Most interview advice is generic to the point of being useless. South African job interviews — whether in the public sector, at a major bank, or at a mid-size company in Sandton — have specific characteristics that are worth understanding before you walk in. Here is what actually matters.
In most South African interviews, particularly at organised employers, there are three things being assessed simultaneously: whether you can do the job (competence), whether you will do the job (motivation and attitude), and whether you will fit into the team and organisation (cultural fit). Different interviewers weight these differently, and the panel format means you may be trying to satisfy three different priorities at the same time.
In the public sector, the weighting is heavily toward competence and minimum requirements. Government interview panels score candidates numerically against structured answer guides. Every candidate gets the same questions. There is less room for personality to carry you and more dependence on having demonstrable, specific experience that matches the post requirements.
In the private sector, particularly at smaller or flatter organisations, cultural fit carries more weight. An interviewer who spends twenty minutes of an hour asking about what you do outside work, what kind of team you prefer, and how you handled a conflict with a colleague is gathering information about whether they want to work with you — not just whether you are qualified.
The most common interview format in South Africa at any established employer is competency-based questioning. The interviewer asks you to describe a specific situation where you demonstrated a particular skill or behaviour. "Tell me about a time when you had to manage a difficult deadline." "Describe a situation where you had to work with someone who was not pulling their weight." "Give me an example of a time when you had to make a decision without all the information you needed."
The STAR method — Situation, Task, Action, Result — is the standard approach to structuring these answers, and it works because it keeps you from rambling. Describe the context briefly (situation), explain what you specifically were responsible for (task), describe what you actually did (action), and tell them what happened as a result (result). The result is the part most candidates skip or make vague. "It worked out well" is not a result. "The project came in two weeks ahead of schedule and under budget, and the client renewed their contract" is a result.
Prepare eight to ten strong stories from your own experience before any significant interview. Stories where you solved a problem, delivered under pressure, managed a conflict, led something, or made a measurable contribution. You will not use all of them in any single interview, but having them ready means you are not trying to think on your feet when the question comes.
Interviewers can tell immediately whether a candidate has done real research or has spent fifteen minutes skimming the company website. The minimum is knowing what the company does, roughly how big it is, and what the role involves. That minimum is not enough to impress anyone.

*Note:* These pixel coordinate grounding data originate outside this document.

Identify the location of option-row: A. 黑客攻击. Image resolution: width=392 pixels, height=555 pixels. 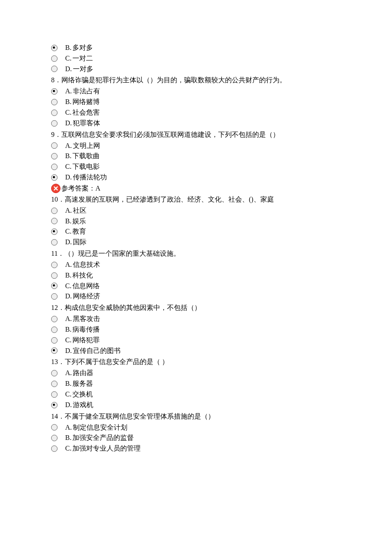
(196, 319).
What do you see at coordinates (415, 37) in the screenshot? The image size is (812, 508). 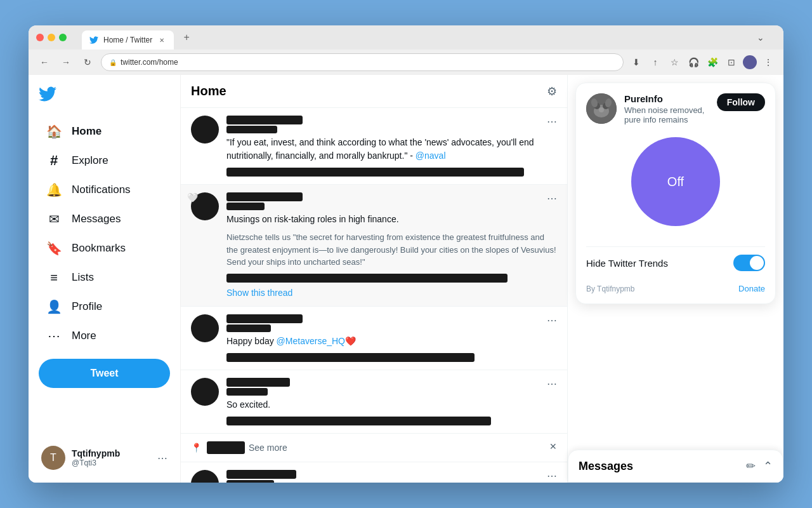 I see `tab-bar: Home / Twitter ✕ +` at bounding box center [415, 37].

More useful research: What has been in the news about this company or sector in the past six months? What challenges is the industry facing? What was in the company's most recent annual report or public statements? If you are interviewing at a bank, what has been driving their results? If you are interviewing at a government department, what policies is the minister associated with and what is the department's current strategic plan?
If someone who already works there is willing to talk to you before the interview — a connection on LinkedIn, someone you know — that conversation is worth more than an hour of website research. People inside an organisation know what the culture is actually like, who is respected, what the real priorities are, and what questions are going to come up. That kind of information shapes your answers in ways that research alone cannot.
In Johannesburg and Cape Town especially, traffic is not predictable. Leave for your interview with more time than you think you need. Arriving late to an interview in South Africa has the same effect as anywhere else in the world — it signals disorganisation and disrespect — but the reasons you might be late are genuinely more unpredictable here.
If it is a video interview — which is now standard at the first round for many employers — test your setup the day before. Check your camera, your microphone, your lighting, and your internet connection. Background matters: a plain wall or a neat shelf is fine. A visibly chaotic room is distracting. Dress as you would for an in-person interview — from the waist up at minimum, and ideally all the way through, because it affects your posture and how you carry yourself on camera.
Have a copy of your CV in front of you during both in-person and video interviews. Not to read from — to refer to if you need to recall a specific date or employer name accurately. Nothing undermines an interview faster than looking uncertain about your own work history.
"Do you have any questions for us?" is always coming. Saying "no, I think you've covered everything" closes the interview on a flat note. Having one or two genuine, thoughtful questions signals engagement and curiosity.
Questions that work: "What does success look like in this role in the first year?" "What are the biggest challenges the team is dealing with right now?" "How would you describe the management style in this department?" "What does career development typically look like for someone who comes in at this level?"
Avoid asking about salary, leave, or benefits in a first interview. That conversation belongs later, once an offer is on the table or at least in prospect. Raising it too early signals that compensation is your primary concern rather than the role itself.
A brief thank-you email to your main contact within 24 hours of the interview is a good habit. Keep it short — one paragraph acknowledging the conversation, reiterating your interest, and offering to provide any additional information they need. Most South African hiring processes do not move on thank-you emails, but sending one marks you as professional and organised.
If you have not heard back by the timeline the interviewer mentioned, a single follow-up email is appropriate. One. If they said "we will be in touch in two weeks" and two weeks has passed, it is fair to send a brief check-in. Sending daily reminders or escalating in frustration will end any prospect you have.